Transforming the Heart
In these last turbulent weeks I have been strengthened by this passage from Ezekiel: “I will give you a new heart and put a new spirit in you. I will remove your heart of stone and give you a heart of flesh.” To be human is to have a heart of stone. We fight, do violence, lie, destroy and hate, but by grace we are capable of having an expansive heart, a heart of flesh.
In the current situation we know what a heart of flesh can do. We pray for the Ukrainian people, one third of the population having left the country; all the eastern Europeans who are helping them, taking them into their homes; all the aid workers who are risking life in these war circumstances; and the soldiers imperiling their lives. We can individually send financial support to help those groups, and our country is sending military supplies to fight the war and imposing economic sanctions. These are the works of an expansive heart even though we know that by our military support we are complicit in war. In war you have to destroy and even hate. All of this hate, which follows from war, hurts us, individually and corporately. Our hating Putin and the Russians who support him continues greater hatred in the human community. On Good Friday we can draw hope from the memory of this day but we are caught between two commands: to love our neighbors and to forgive our enemies.
If we could imagine that after the fighting stops we might as a world community have a better sense that war is unacceptable in the human community, then there would be some good buried in this horror. How do we keep that hope and imagination alive? Psychology tells us that we can’t change people’s minds without changing their hearts. How do we change the heart, ours and others’? How do we open the heart to greater compassion for ourselves and for others? How do we forgive even Putin and the Russians who have supported him?
While I have always thought of imagination as an intellectual capacity, a friend said she thought imagination was born in the heart. Might imagination be the third way through to forgiveness and the diminishment of hate? We have to imagine that there is good buried in these invaders. Forgiveness and removal of hatred are the work of a heart of flesh and the expansion of the heart is possible through meditation; the heart is opened to the mystical hope of the goodness in everyone and our capacity to forgive is strengthened. The challenge is that, when killing ceases, we must forgive them and ask God to forgive both them and us.
It is in the heart of flesh that not only compassion is born for those who suffer, but also the capacity to not hate and to forgive. The challenge is to pray for Putin and all those who support the war. This is not possible without grace. However, if grace is given, it fosters not only the capacity to love your neighbor, no exceptions, but it may also provide a third way through conflict and violence. Through imagination, we may learn for the millionth time that war is not the answer.
My sense is that through meditation our hearts are expanded and we become more human, less willing to hate, more willing to forgive, more compassionate toward those who suffer great injustices. We become more able to do what Jesus did. On the cross he petitioned God to forgive his enemies, since they do not know what they do. The invaders of Ukraine have not only killed, and destroyed cities, they have increased hate in the human community. While following Jesus’ Good Friday example we can begin to yoke mercy and justice by praying that hearts of stone be transformed. God can forgive them and us as this war rages on.
Thank you for this wonderful and challenging Good Friday message, Dana!
A heart of flesh is what we all desperately need. Thank you for such a deep message, Dana. God bless you!
Thank you Dana…
Your blog and message is so needed this morning…praying for expansive hearts and grace filled prayers fueled by our divinely inspired imagination💗
Thank you for this message. It really resonated with me. Today I offered prayers for the Russian soldiers as well. I might even pray for Putin today.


### Your assignment
Reprint the lines below as they are, minus the pictures.

Exercise data section start

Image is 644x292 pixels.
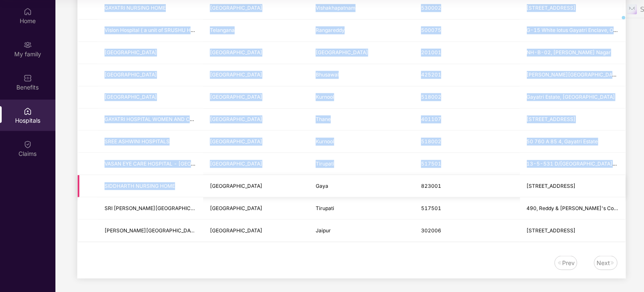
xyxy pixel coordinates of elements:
[98,20,203,42] td: Vislon Hospital ( a unit of SRUSHU Healthcare LLP)
[203,64,309,87] td: Maharashtra
[210,228,263,234] span: [GEOGRAPHIC_DATA]
[105,49,157,56] span: [GEOGRAPHIC_DATA]
[210,116,263,122] span: [GEOGRAPHIC_DATA]
[105,116,216,122] span: GAYATRI HOSPITAL WOMEN AND CHILD CARE
[23,40,32,49] img: svg+xml;base64,PHN2ZyB3aWR0aD0iMjAiIGhlaWdodD0iMjAiIHZpZXdCb3g9IjAgMCAyMCAyMCIgZmlsbD0ibm9uZSIgeG...
[98,175,203,197] td: SIDDHARTH NURSING HOME
[210,183,263,189] span: [GEOGRAPHIC_DATA]
[421,94,441,100] span: 518002
[527,138,598,145] span: 50 760 A 85 4, Gayatri Estate
[520,131,626,153] td: 50 760 A 85 4, Gayatri Estate
[520,87,626,109] td: Gayatri Estate, SBH Lane
[23,140,32,149] img: svg+xml;base64,PHN2ZyBpZD0iQ2xhaW0iIHhtbG5zPSJodHRwOi8vd3d3LnczLm9yZy8yMDAwL3N2ZyIgd2lkdGg9IjIwIi...
[562,259,575,268] div: Prev
[203,131,309,153] td: Andhra Pradesh
[520,220,626,242] td: 830, Ajmer Road, Near Jamna Diary , Gayatri Nagar, Sodala
[520,42,626,64] td: NH-B-02, Lohia Nagar
[309,220,414,242] td: Jaipur
[527,4,576,11] span: [STREET_ADDRESS]
[23,74,32,82] img: svg+xml;base64,PHN2ZyBpZD0iQmVuZWZpdHMiIHhtbG5zPSJodHRwOi8vd3d3LnczLm9yZy8yMDAwL3N2ZyIgd2lkdGg9Ij...
[421,4,441,11] span: 530002
[316,49,368,56] span: [GEOGRAPHIC_DATA]
[203,42,309,64] td: Uttar Pradesh
[309,175,414,197] td: Gaya
[557,260,562,265] img: svg+xml;base64,PHN2ZyB4bWxucz0iaHR0cDovL3d3dy53My5vcmcvMjAwMC9zdmciIHdpZHRoPSIxNiIgaGVpZ2h0PSIxNi...
[309,153,414,175] td: Tirupati
[597,259,610,268] div: Next
[610,260,615,265] img: svg+xml;base64,PHN2ZyB4bWxucz0iaHR0cDovL3d3dy53My5vcmcvMjAwMC9zdmciIHdpZHRoPSIxNiIgaGVpZ2h0PSIxNi...
[520,20,626,42] td: G-15 White lotus Gayatri Enclave, Opp. Rockwell International School Gandipet
[203,87,309,109] td: Andhra Pradesh
[98,220,203,242] td: KABRA EYE HOSPITAL
[210,71,263,78] span: [GEOGRAPHIC_DATA]
[527,205,624,211] span: 490, Reddy & [PERSON_NAME]'s Colony
[527,116,576,122] span: [STREET_ADDRESS]
[520,153,626,175] td: 13-5-531 D/11 Gayathri Towers, Tuda Office Road Tata Nagar CHITTOOR
[309,64,414,87] td: Bhusawal
[203,220,309,242] td: Rajasthan
[210,138,263,145] span: [GEOGRAPHIC_DATA]
[421,183,441,189] span: 823001
[203,109,309,131] td: Maharashtra
[105,94,157,100] span: [GEOGRAPHIC_DATA]
[105,138,170,145] span: SREE ASHWINI HOSPITALS
[105,228,198,234] span: [PERSON_NAME][GEOGRAPHIC_DATA]
[105,183,175,189] span: SIDDHARTH NURSING HOME
[421,27,441,33] span: 500075
[421,205,441,211] span: 517501
[421,116,441,122] span: 401107
[527,94,616,100] span: Gayatri Estate, [GEOGRAPHIC_DATA]
[98,64,203,87] td: ASHA HOSPITAL
[421,138,441,145] span: 518002
[421,228,441,234] span: 302006
[105,161,231,167] span: VASAN EYE CARE HOSPITAL - [GEOGRAPHIC_DATA]
[98,87,203,109] td: AMRUTHA HOSPITAL
[309,131,414,153] td: Kurnool
[520,64,626,87] td: Purushottam Road Jamner Road, Near Gayatri Shaktipith
[203,175,309,197] td: Bihar
[316,183,328,189] span: Gaya
[98,197,203,220] td: SRI LAKSHMI GAYATHRI EYE HOSPITAL
[309,109,414,131] td: Thane
[316,228,331,234] span: Jaipur
[316,4,355,11] span: Vishakhapatnam
[309,20,414,42] td: Rangareddy
[203,20,309,42] td: Telangana
[210,49,263,56] span: [GEOGRAPHIC_DATA]
[210,161,263,167] span: [GEOGRAPHIC_DATA]
[421,161,441,167] span: 517501
[23,107,32,116] img: svg+xml;base64,PHN2ZyBpZD0iSG9zcGl0YWxzIiB4bWxucz0iaHR0cDovL3d3dy53My5vcmcvMjAwMC9zdmciIHdpZHRoPS...
[98,153,203,175] td: VASAN EYE CARE HOSPITAL - TIRUPATHI
[520,109,626,131] td: A 4 101 103 Sector 4, Swaminarayan Rd
[527,183,576,189] span: [STREET_ADDRESS]
[527,49,611,56] span: NH-B-02, [PERSON_NAME] Nagar
[309,42,414,64] td: Ghaziabad
[527,228,576,234] span: [STREET_ADDRESS]
[316,205,334,211] span: Tirupati
[105,27,226,33] span: Vislon Hospital ( a unit of SRUSHU Healthcare LLP)
[98,42,203,64] td: GAYATRI HOSPITAL
[316,138,334,145] span: Kurnool
[421,71,441,78] span: 425201
[23,8,32,16] img: svg+xml;base64,PHN2ZyBpZD0iSG9tZSIgeG1sbnM9Imh0dHA6Ly93d3cudzMub3JnLzIwMDAvc3ZnIiB3aWR0aD0iMjAiIG...
[105,71,157,78] span: [GEOGRAPHIC_DATA]
[203,197,309,220] td: Andhra Pradesh
[309,87,414,109] td: Kurnool
[520,197,626,220] td: 490, Reddy & Reddy's Colony
[203,153,309,175] td: Andhra Pradesh
[98,109,203,131] td: GAYATRI HOSPITAL WOMEN AND CHILD CARE
[309,197,414,220] td: Tirupati
[316,116,331,122] span: Thane
[316,71,339,78] span: Bhusawal
[421,49,441,56] span: 201001
[316,94,334,100] span: Kurnool
[210,94,263,100] span: [GEOGRAPHIC_DATA]
[210,205,263,211] span: [GEOGRAPHIC_DATA]
[520,175,626,197] td: Green House, Road No 1, Siddharthpuri Colony, Gorakshani Road
[105,4,166,11] span: GAYATRI NURSING HOME
[210,4,263,11] span: [GEOGRAPHIC_DATA]
[105,205,208,211] span: SRI [PERSON_NAME][GEOGRAPHIC_DATA]
[210,27,235,33] span: Telangana
[316,27,345,33] span: Rangareddy
[98,131,203,153] td: SREE ASHWINI HOSPITALS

Exercise data section end

### Solution for this problem
Image is 644x292 pixels.
xyxy pixel coordinates of elements:
[98,20,203,42] td: Vislon Hospital ( a unit of SRUSHU Healthcare LLP)
[203,64,309,87] td: Maharashtra
[210,228,263,234] span: [GEOGRAPHIC_DATA]
[105,49,157,56] span: [GEOGRAPHIC_DATA]
[210,116,263,122] span: [GEOGRAPHIC_DATA]
[105,116,216,122] span: GAYATRI HOSPITAL WOMEN AND CHILD CARE
[23,40,32,49] img: svg+xml;base64,PHN2ZyB3aWR0aD0iMjAiIGhlaWdodD0iMjAiIHZpZXdCb3g9IjAgMCAyMCAyMCIgZmlsbD0ibm9uZSIgeG...
[98,175,203,197] td: SIDDHARTH NURSING HOME
[210,183,263,189] span: [GEOGRAPHIC_DATA]
[421,94,441,100] span: 518002
[527,138,598,145] span: 50 760 A 85 4, Gayatri Estate
[520,131,626,153] td: 50 760 A 85 4, Gayatri Estate
[520,87,626,109] td: Gayatri Estate, SBH Lane
[23,140,32,149] img: svg+xml;base64,PHN2ZyBpZD0iQ2xhaW0iIHhtbG5zPSJodHRwOi8vd3d3LnczLm9yZy8yMDAwL3N2ZyIgd2lkdGg9IjIwIi...
[562,259,575,268] div: Prev
[203,131,309,153] td: Andhra Pradesh
[520,220,626,242] td: 830, Ajmer Road, Near Jamna Diary , Gayatri Nagar, Sodala
[520,42,626,64] td: NH-B-02, Lohia Nagar
[309,220,414,242] td: Jaipur
[527,4,576,11] span: [STREET_ADDRESS]
[23,74,32,82] img: svg+xml;base64,PHN2ZyBpZD0iQmVuZWZpdHMiIHhtbG5zPSJodHRwOi8vd3d3LnczLm9yZy8yMDAwL3N2ZyIgd2lkdGg9Ij...
[421,4,441,11] span: 530002
[316,49,368,56] span: [GEOGRAPHIC_DATA]
[203,42,309,64] td: Uttar Pradesh
[309,175,414,197] td: Gaya
[557,260,562,265] img: svg+xml;base64,PHN2ZyB4bWxucz0iaHR0cDovL3d3dy53My5vcmcvMjAwMC9zdmciIHdpZHRoPSIxNiIgaGVpZ2h0PSIxNi...
[309,153,414,175] td: Tirupati
[597,259,610,268] div: Next
[610,260,615,265] img: svg+xml;base64,PHN2ZyB4bWxucz0iaHR0cDovL3d3dy53My5vcmcvMjAwMC9zdmciIHdpZHRoPSIxNiIgaGVpZ2h0PSIxNi...
[520,20,626,42] td: G-15 White lotus Gayatri Enclave, Opp. Rockwell International School Gandipet
[203,87,309,109] td: Andhra Pradesh
[98,220,203,242] td: KABRA EYE HOSPITAL
[210,71,263,78] span: [GEOGRAPHIC_DATA]
[527,205,624,211] span: 490, Reddy & [PERSON_NAME]'s Colony
[527,116,576,122] span: [STREET_ADDRESS]
[520,153,626,175] td: 13-5-531 D/11 Gayathri Towers, Tuda Office Road Tata Nagar CHITTOOR
[309,64,414,87] td: Bhusawal
[203,220,309,242] td: Rajasthan
[210,138,263,145] span: [GEOGRAPHIC_DATA]
[421,183,441,189] span: 823001
[203,109,309,131] td: Maharashtra
[105,94,157,100] span: [GEOGRAPHIC_DATA]
[105,138,170,145] span: SREE ASHWINI HOSPITALS
[105,228,198,234] span: [PERSON_NAME][GEOGRAPHIC_DATA]
[105,183,175,189] span: SIDDHARTH NURSING HOME
[421,27,441,33] span: 500075
[421,205,441,211] span: 517501
[421,116,441,122] span: 401107
[527,94,616,100] span: Gayatri Estate, [GEOGRAPHIC_DATA]
[98,64,203,87] td: ASHA HOSPITAL
[421,138,441,145] span: 518002
[421,228,441,234] span: 302006
[105,161,231,167] span: VASAN EYE CARE HOSPITAL - [GEOGRAPHIC_DATA]
[98,87,203,109] td: AMRUTHA HOSPITAL
[309,131,414,153] td: Kurnool
[520,64,626,87] td: Purushottam Road Jamner Road, Near Gayatri Shaktipith
[203,175,309,197] td: Bihar
[316,183,328,189] span: Gaya
[98,197,203,220] td: SRI LAKSHMI GAYATHRI EYE HOSPITAL
[309,109,414,131] td: Thane
[316,228,331,234] span: Jaipur
[316,4,355,11] span: Vishakhapatnam
[309,20,414,42] td: Rangareddy
[203,20,309,42] td: Telangana
[210,49,263,56] span: [GEOGRAPHIC_DATA]
[210,161,263,167] span: [GEOGRAPHIC_DATA]
[421,161,441,167] span: 517501
[23,107,32,116] img: svg+xml;base64,PHN2ZyBpZD0iSG9zcGl0YWxzIiB4bWxucz0iaHR0cDovL3d3dy53My5vcmcvMjAwMC9zdmciIHdpZHRoPS...
[98,153,203,175] td: VASAN EYE CARE HOSPITAL - TIRUPATHI
[520,109,626,131] td: A 4 101 103 Sector 4, Swaminarayan Rd
[527,183,576,189] span: [STREET_ADDRESS]
[527,49,611,56] span: NH-B-02, [PERSON_NAME] Nagar
[309,42,414,64] td: Ghaziabad
[527,228,576,234] span: [STREET_ADDRESS]
[316,205,334,211] span: Tirupati
[105,27,226,33] span: Vislon Hospital ( a unit of SRUSHU Healthcare LLP)
[98,42,203,64] td: GAYATRI HOSPITAL
[316,138,334,145] span: Kurnool
[421,71,441,78] span: 425201
[23,8,32,16] img: svg+xml;base64,PHN2ZyBpZD0iSG9tZSIgeG1sbnM9Imh0dHA6Ly93d3cudzMub3JnLzIwMDAvc3ZnIiB3aWR0aD0iMjAiIG...
[105,71,157,78] span: [GEOGRAPHIC_DATA]
[203,197,309,220] td: Andhra Pradesh
[309,87,414,109] td: Kurnool
[520,197,626,220] td: 490, Reddy & Reddy's Colony
[203,153,309,175] td: Andhra Pradesh
[98,109,203,131] td: GAYATRI HOSPITAL WOMEN AND CHILD CARE
[309,197,414,220] td: Tirupati
[316,116,331,122] span: Thane
[316,71,339,78] span: Bhusawal
[421,49,441,56] span: 201001
[316,94,334,100] span: Kurnool
[210,94,263,100] span: [GEOGRAPHIC_DATA]
[210,205,263,211] span: [GEOGRAPHIC_DATA]
[520,175,626,197] td: Green House, Road No 1, Siddharthpuri Colony, Gorakshani Road
[105,4,166,11] span: GAYATRI NURSING HOME
[210,4,263,11] span: [GEOGRAPHIC_DATA]
[105,205,208,211] span: SRI [PERSON_NAME][GEOGRAPHIC_DATA]
[210,27,235,33] span: Telangana
[316,27,345,33] span: Rangareddy
[98,131,203,153] td: SREE ASHWINI HOSPITALS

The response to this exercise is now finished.